Twenty  minutes after I got to my office I thought I was going to die.  I would be found dead. In the office bathroom.  A dent in the top of my head where it had caved in from the  sheer gravitational pull of the ferocious diarrhea I was experiencing.  Oh and my shirt would be ripped open.  Not (as you might expect) to give a sexy sort of Woman Ravaged on a Cover of A Romance Novel look (and you are supposed to have already forgotten about the hotdog nipples and the diarrhea in order for that imagery to be effective) but because I thought I was having a motherfucking heart attack and I needed to see if my heart was, in fact, beating on the outside of my chest from the caffeine.

Lesson learned.  While the coffee did produce the opposite effect of constipation, it was no more desirable.

Flash forward to the next day.  Same intestinal disaster. With the added bonus of vomiting.  I am coming up on day five of this good time.  This morning as I wretched in to a trash can and wondered if I might be able to get upstairs to the other bathroom before “the spirit” moved me again I looked down to the floor.    “Thumbs Up!” said the cheerful giraffe sticker Em had stuck to the floor.  I had no choice but to laugh.  Thumbs up, alright.

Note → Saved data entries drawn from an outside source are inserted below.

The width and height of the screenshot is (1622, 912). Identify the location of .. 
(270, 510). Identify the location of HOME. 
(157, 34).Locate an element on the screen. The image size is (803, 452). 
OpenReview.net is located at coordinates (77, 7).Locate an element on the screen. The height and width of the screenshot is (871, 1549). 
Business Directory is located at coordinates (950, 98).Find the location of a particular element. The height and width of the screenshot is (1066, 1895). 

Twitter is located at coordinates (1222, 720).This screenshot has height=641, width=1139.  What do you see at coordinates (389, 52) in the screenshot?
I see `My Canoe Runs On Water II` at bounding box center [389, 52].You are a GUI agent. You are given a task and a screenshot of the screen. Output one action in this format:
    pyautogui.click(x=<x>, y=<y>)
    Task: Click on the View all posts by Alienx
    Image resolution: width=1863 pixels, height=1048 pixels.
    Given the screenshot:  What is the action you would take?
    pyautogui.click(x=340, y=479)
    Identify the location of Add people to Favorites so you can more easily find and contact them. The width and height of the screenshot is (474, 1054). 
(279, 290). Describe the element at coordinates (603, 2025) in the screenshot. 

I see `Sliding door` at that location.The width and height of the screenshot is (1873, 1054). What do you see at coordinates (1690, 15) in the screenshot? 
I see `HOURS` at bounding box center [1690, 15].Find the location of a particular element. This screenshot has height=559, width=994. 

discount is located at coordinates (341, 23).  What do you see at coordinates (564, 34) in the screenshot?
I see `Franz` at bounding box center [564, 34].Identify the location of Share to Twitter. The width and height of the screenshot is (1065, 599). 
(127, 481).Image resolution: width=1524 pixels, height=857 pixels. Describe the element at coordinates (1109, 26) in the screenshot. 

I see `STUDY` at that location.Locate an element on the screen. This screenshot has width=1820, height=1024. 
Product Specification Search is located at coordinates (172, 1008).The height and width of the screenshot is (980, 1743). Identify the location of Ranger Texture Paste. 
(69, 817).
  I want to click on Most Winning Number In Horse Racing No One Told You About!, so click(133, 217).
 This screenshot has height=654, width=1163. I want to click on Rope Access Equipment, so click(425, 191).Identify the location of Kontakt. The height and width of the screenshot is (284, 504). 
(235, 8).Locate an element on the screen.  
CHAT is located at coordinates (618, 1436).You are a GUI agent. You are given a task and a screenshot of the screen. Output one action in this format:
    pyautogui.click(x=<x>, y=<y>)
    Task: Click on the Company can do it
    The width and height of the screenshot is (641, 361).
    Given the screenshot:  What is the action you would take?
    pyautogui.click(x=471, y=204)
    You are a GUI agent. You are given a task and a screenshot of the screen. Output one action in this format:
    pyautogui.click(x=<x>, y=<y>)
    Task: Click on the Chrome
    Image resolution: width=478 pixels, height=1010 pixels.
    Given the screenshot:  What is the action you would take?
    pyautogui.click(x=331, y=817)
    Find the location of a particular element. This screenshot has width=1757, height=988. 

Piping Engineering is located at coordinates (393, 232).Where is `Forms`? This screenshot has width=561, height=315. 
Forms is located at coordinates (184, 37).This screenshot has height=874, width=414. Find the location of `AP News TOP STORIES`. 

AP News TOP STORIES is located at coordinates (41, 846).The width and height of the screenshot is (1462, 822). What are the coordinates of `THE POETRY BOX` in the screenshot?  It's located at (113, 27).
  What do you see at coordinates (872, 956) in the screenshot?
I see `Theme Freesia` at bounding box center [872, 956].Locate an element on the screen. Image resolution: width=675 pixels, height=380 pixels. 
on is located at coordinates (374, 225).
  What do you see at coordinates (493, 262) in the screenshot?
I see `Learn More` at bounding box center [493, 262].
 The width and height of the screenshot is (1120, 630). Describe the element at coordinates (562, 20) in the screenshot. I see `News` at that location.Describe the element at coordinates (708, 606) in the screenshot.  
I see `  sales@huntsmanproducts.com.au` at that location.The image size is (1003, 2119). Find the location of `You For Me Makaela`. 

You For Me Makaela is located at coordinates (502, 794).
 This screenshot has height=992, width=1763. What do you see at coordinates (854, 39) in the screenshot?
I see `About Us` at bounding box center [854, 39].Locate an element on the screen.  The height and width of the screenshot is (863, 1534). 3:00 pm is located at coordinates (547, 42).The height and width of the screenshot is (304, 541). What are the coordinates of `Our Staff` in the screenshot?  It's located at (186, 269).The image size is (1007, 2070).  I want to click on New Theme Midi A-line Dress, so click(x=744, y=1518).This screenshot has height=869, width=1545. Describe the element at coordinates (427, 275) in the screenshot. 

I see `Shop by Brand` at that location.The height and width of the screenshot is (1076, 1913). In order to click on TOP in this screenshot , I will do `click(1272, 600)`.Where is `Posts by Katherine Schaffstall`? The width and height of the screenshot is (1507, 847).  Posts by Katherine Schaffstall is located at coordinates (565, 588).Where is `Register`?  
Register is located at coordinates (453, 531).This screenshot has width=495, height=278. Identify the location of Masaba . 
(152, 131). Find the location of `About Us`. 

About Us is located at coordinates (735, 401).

Up my ass if I am gonna get anything done today besides sit around in the bathroom.

So, that’s the top three things I have forgotten about pregnancy so far.  Freak show hot dog nipples, constipation and it’s bitch of a sister diarrhea.

In other news, it’s Casual Friday for me.  Pigtails, flip-flops, my favorite crooked glasses and my boombox belt buckle.  While you may disapprove of my freaky nipple and poop talk, you have got to applaud my efforts at taking a picture of a belt buckle (that I can not see) with my phone.   For you.  I do it all for you.